This adds a new config option: `window-append-new-tabs` (please: if you
have a better name, let me know). If this is set to true, then new GTK
tabs aren't added after the current tab, but after at the end.
On X11 gdk_device_get_modifier_state does not correctly return the
modifier state, while the modifier state passed to the key callback
does. On Wayland, the situation is exactly reversed.
Therefore on X11 we use the mods provided by the key callback and on
Wayland we continue to get the modifier state from the device.
`App.modifier_state_from_xkb` is removed since we can lift the
conditional out of the function call (we would need to make a second,
redundant check for the presence of `x11_xkb` otherwise).
Many applications use Xft.dpi to scale their contents (e.g. Chromium,
kitty, alacritty...). This value also gets set by DE setting managers
and can be manually set in ~/.Xresources if using, e.g., i3.
This should make HiDPI on Linux more consistent even when not using
GTK-specific methods (e.g. GDK_SCALE=2).
Note that we still consider GTK scaling, so it's possible to use the two
independently.
Closes#1243
This fixes an issue in that when running under X11, when a modifier key
is pressed, the modifier state will "lag" behind what should be current.
This is due to how X11 sends modifiers in events, i.e. it sends the
state from right before the key press, and does not include the effects
of the key press itself.
This is corrected by checking the X event queue directly for a pending
XkbStateNotify event (we mask this on modifiers), and setting the
modifiers off of that if we find one. If not, we fall back to the GDK
call.
> When the key event is related to an actual modifier key, the corresponding
> modifier's bit must be set to the modifier state including the effect for the
> current event. For example, when pressing the :kbd:`LEFT_CONTROL` key, the
> ``ctrl`` bit must be set and when releasing it, it must be reset. When both
> left and right control keys are pressed and one is released, the release event
> must have the ``ctrl`` bit set. See :iss:`6913` for discussion of this design.
From #1132, our resources dir is now someting like `/usr/share/ghostty`,
but GTK icons always go into `/usr/share/icons`. This does a basename on
the resources dir to set the correct directory.
Fixes#1047
This resets the IME state only if we were previously in a composing
state.

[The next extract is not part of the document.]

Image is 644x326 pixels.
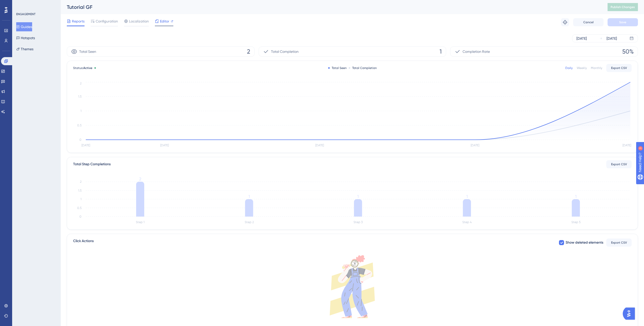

I did not realize that IME state also included non-composing
state that we want to preserve, such as the next quotation direction
in the case of chinese. i.e. `“` vs `”`.
I'm not fully sure that this is the right logic, but previous pre-edit
states such as in Japanese appear to still work and this fixes Chinese
quotation marks.
Add additional keypad keys to the encoding scheme. This allows Ghostty
to report KP_HOME and it's relatives. We also always check for a keyval
first, so we can report KP_7, etc as opposed to ASCII '7'.
GTK doesn't expose the num_lock state via the key press event, this must
be obtained directly from the device. Set the num_lock state in the
modifier mask. This also will never show up as a `consumed_mod`, so we
don't bother setting it there.
Signed-off-by: Tim Culverhouse <tim@timculverhouse.com>
This adds support for the equalize_splits feature that's already
implemented for macOS.
It's essentially a port of the Swift implementation, using the same
weights-mechanism to equalize split sizes.
Fixes#1014
There were a couple overlapping issues here:
1. To determine the "unshifted" key, we were using `keyval_to_lower`.
This only works if the key is uppercase and not all layouts are
uppercase for the unshifted value.
2. If we couldn't case the unicode value of a key or unshifted key to
ASCII, we'd say the key was the same as the physical key. This is
incorrect because the physical key is always the layout of the
physical keyboard so for example with the Turkish layout on a US
keyboard, you'd get US letters when a key may only correspond to
non-US letters.
To fix the first issue, we are using map_keycode to map the hardware
keycode to all possible keyvals from it. We then use the currently
active layout to find the unshifted value.
To fix the scond issue, we no longer fallback to the physical key if
there was IM text or non-ASCII unicode values for the key.
I tested Turkish with #1014 and I tested Dvorak to make sure those
basics still work.
Fixes#965
When processing keybindings that closed the surface (`close_surface`,
`close_window`), the surface and associated runtime structures would be
freed so we could segfault.
This PR introduces a new enum result for input events (only key for now)
that returns whether an event resulted in a close. In this case, callers
can properly return immediately and avoid writing to deallocated memory.
This adds support for resizing splits via keybinds to the GTK runtime.
Code is straightforward. I couldn't see a way to do it without keeping
track of the orientation of the splits, but I think that's fine.